With customer satisfaction rising as we come out of the financial slump, many companies will be riding this trend and getting their customer contact in order.

Customer retention is the new black

But let’s begin briefly with the broader picture. Customer service has traditionally been viewed as starting with a negative. The challenge is to use response time and self-help to remove the negative, and begin to use regular contact with customers to enhance a product or service.

Customer service is now intrinsic to customer retention, seen as cheaper and more sustainable than customer acquisition in these difficult economic times. 

Reasons for the importance of customer service: 

  1. Unless customer questions are variously deferred, siphoned and remedied, the tidal wave of enquiries will cripple your workforce or go unanswered, leaving unsatisfied customers.
  2. Getting it right, giving customers an experience in-keeping with the product you provide, will differentiate you from most of your competitors.
  3. Product development depends on knowledge of your customer base. Without an appreciation of what’s missing, or what’s not working, it’s hard to get that next innovation just right.
  4. Good customer service is likely to swell your marketing efforts, with word of mouth and social mentions increasing as a result of good service. 

With all that out in the open and starting to be taken seriously by lots of companies, self-service is demanded more than ever.

SAAS solutions also the new black

Increasingly, understanding and tackling customer service is being made easier by a variety of SAASs.

Any company that uses tech to communicate with customers can consider a ticketing system, possibly linked to CRM or social CRM, and possibly with addition of a self-help area on site that delivers articles, FAQs and a place for communities to develop.

The platform is no longer a particular supplier, as ‘back in the day’ many companies would rely on a favoured tech vendor. Now the platform is simply the cloud, and more generally the web.  

Who is setting the self-service trend?

Gov.uk

I think of this rightly applauded new site as a giant self-service machine. Granted, most of it is in the form of FAQs and information, rather than forums, live chat etc, but it is done supremely and to avoid costly phone calls.

 

Sky

Sky is the epitomy of a community based around, at times, a complex set of products and technology. Sky’s super users are kept sweet, as they solve a large amount of problems and queries on the Sky Help Forum.

Super users are nvited to meetings and given product access, all to keep them ahead of the game.

On top of this brilliant community, the CMS makes recent relevant info is surfaced, and contact details are still available. Sky will also be using some software to proactively search for brand mentions, and hunt down problems before they get out of control or cause bad PR.

Who is falling behind? 

Arguably, the sectors most associated with aggrieved customers e.g. travel, utilities, telecomms – these have the hardest task when it comes to keeping customers happy.

If, like Sky, they aren’t ahead of the game, the customer backlash is hard to avert when things go wrong. United Airlines is often included in lists of poor customer service, and it’s certainly a company that could benefit from improved resources online. 

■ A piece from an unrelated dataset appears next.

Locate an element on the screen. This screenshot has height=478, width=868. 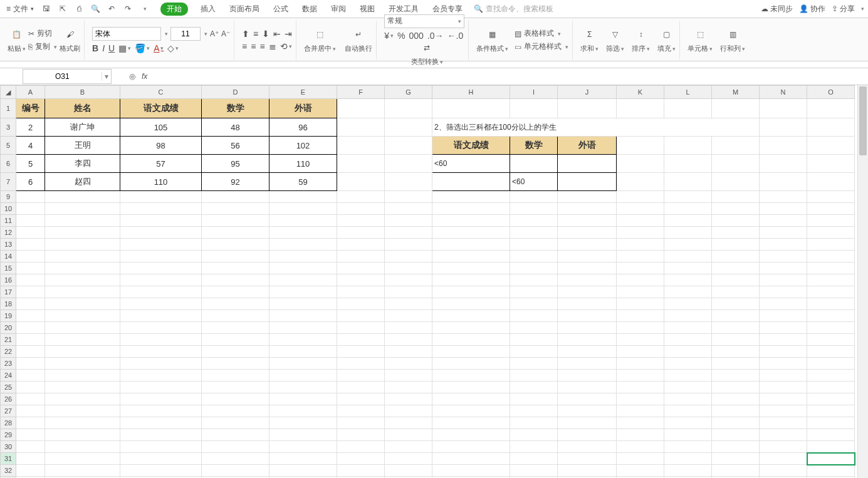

What does self-service entail? 

Data to monitor FAQs and response time

Salient data and usable analytics should allow companies to scale their customer service efforts efficiently. 

This can be highlighting a particular user bugbear that is flagged up often, and adding an appropriate FAQ to a help centre. This step is vital in reducing customer contact and allowing them to help themselves. 

Data also means keeping abreast of response time (typically the most important metric for active customer service) and success rate (perhaps a difficult but important metric for self-service).

Branded CMS

Updating the content provided to your customers is vital.

If you are integrating a self-service centre and community into your website, there are a couple of considerations.

  1. The interface should fit with your brand.
  2. The content should be easy to update in-house.

These are often competing needs. More SAAS’s are starting to give the option of customisable help centres. Here’s a shot of CharityWater’s FAQ section:

Mobile

The Nielsen study quoted earlier also shows that in Q2 2013, 26% of self-service users were on mobile compared to 17% during the same period a year earlier.

If mobile usage is only increasing for customer service, you have to be sure your various platforms work for the mobile customer.

Self-service in the round

Support, service and engagement are sides of the same coin. To that end, the three prongs of a help centre are

  • A knowledge base – library of articles and info.
  • A community –the ‘customer service nirvana’ of your customers helping each other.
  • A customer portal – personalised view & history for each customer, to allow them to jump back to previous solutions, contact, billing.

Internal use

Self-service could be thought of as one way to describe parts of working for a company. SAAS’s have come far enough that many companies are solving internal issues such as supply chains or invoice approval with customised ticketing software in the cloud.

Conclusion

So, as self-service is demanded by always-on customers to whom immediacy is all, expect SAAS solutions to proliferate.

As an example, having CRM linked to your social CRM, linked to your ticketing system and website CMS/help centre won’t be an exceptional or messy set-up in future.

It will just be part of the new trade off in data and business – offer your data up to the cloud, and receive some powerful customer-delighting functionality in return.